Study: Anti-inflammatory drugs failed to ameliorate H1N1 flu
The use of immunomodulatory drugs, including corticosteroids, macrolides, and statins, failed to reduce the severity of pandemic H1N1 influenza in a series of patients in Spain, according to an "in press" report published online by the Journal of Infection. The observational prospective cohort study was conducted at 13 tertiary hospitals. Included in the research were 197 patients, 68 of whom received some form of anti-inflammatory treatment after admission—corticosteroids for 37, macrolides for 31, and statins for 12. Twenty-nine of the 68 patients (14.7%) suffered severe disease, defined as intensive care unit admission or death. After researchers adjusted for confounding factors, they found that the drugs as a group did not lower the risk of having severe disease (odds ratio, 0.64; 95% confidence interval, 0.22 to 1.86). Further multivariate analysis did not show a reduction in risk for any of the drugs individually.
J Infect study

Cholera confirmed in New York City travelers
New York City health officials have confirmed three cholera cases in adults who got sick after returning from a wedding in the Dominican Republic, the New York Times reported on Feb 5. The patients experienced diarrhea and dehydration but did not require hospitalization, and all recovered, the Times reported. The cases follow other reports of people who got sick with cholera, including patients in Venezuela, Montreal, and Massachusetts, upon their return from a Dominican Republic wedding. City health officials told the Times they were working with the US Centers for Disease Control and Prevention (CDC) to identify what the New York patients ate and what strain of cholera they had. In other developments, the Pan American Health Organization (PAHO) on Feb 4 warned international travelers to get up-to-date with their vaccinations before traveling to Haiti to avoid unintentionally importing the disease into the country, which is battling a cholera epidemic and recovering from a January 2010 earthquake. The warning comes in the wake of investigations of suspected polio and measles outbreaks in Haiti. Lab tests have ruled out polio in four cases of acute flaccid paralysis in cholera patients. The second probe involves measles in an 8-month-old baby of a US volunteer who traveled from Pennsylvania to Haiti in December. The baby and two siblings got sick with measles after they returned to the United States on Jan 4. Four of the family’s six children were unvaccinated. An investigation into a cluster of pediatric rash and fever cases in the area where the relief worker and baby had visited turned up chickenpox, but not measles. No cases of measles have been identified in Haiti, and investigators say the child may have been exposed to the disease in a US airport. PAHO said the disease scares serve as a warning about vaccinations for travelers and that the polio vaccine is being offered alongside diphtheria and measles vaccines as a precaution.
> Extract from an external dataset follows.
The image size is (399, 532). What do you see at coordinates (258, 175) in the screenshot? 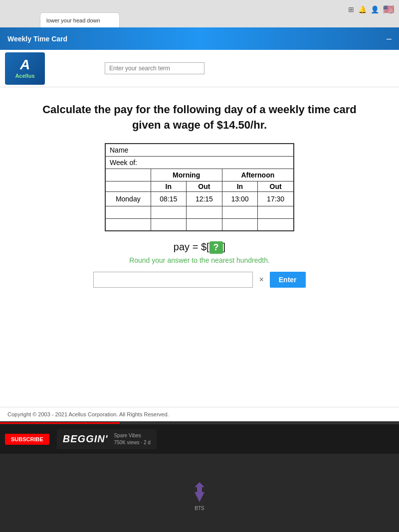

Feb 5 New York Times story
Feb 4 PAHO report

Thai-Cambodia border dispute may hinder malaria control
An ongoing border dispute and military buildup between Thailand and Cambodia could stall global efforts to contain drug-resistant malaria, according to the United Nations' IRIN News. Health officials are concerned that the forested, rugged border harbors mosquitoes that carry malaria-causing Plasmodium falciparum parasites that are increasingly resistant to artemisinin, the most effective malaria drug. The military maneuvers along the border are hampering surveillance, diagnosis, and treatment efforts, according to the story. "I hope the critical importance of a global health emergency takes precedence over a political conflict," said Robert Newman, director of the WHO's Global Malaria Program. His comments follow a similar warning on Feb 1 from Doung Socheat, director of Cambodia's National Center for Parasitology, Entomology, and Malaria.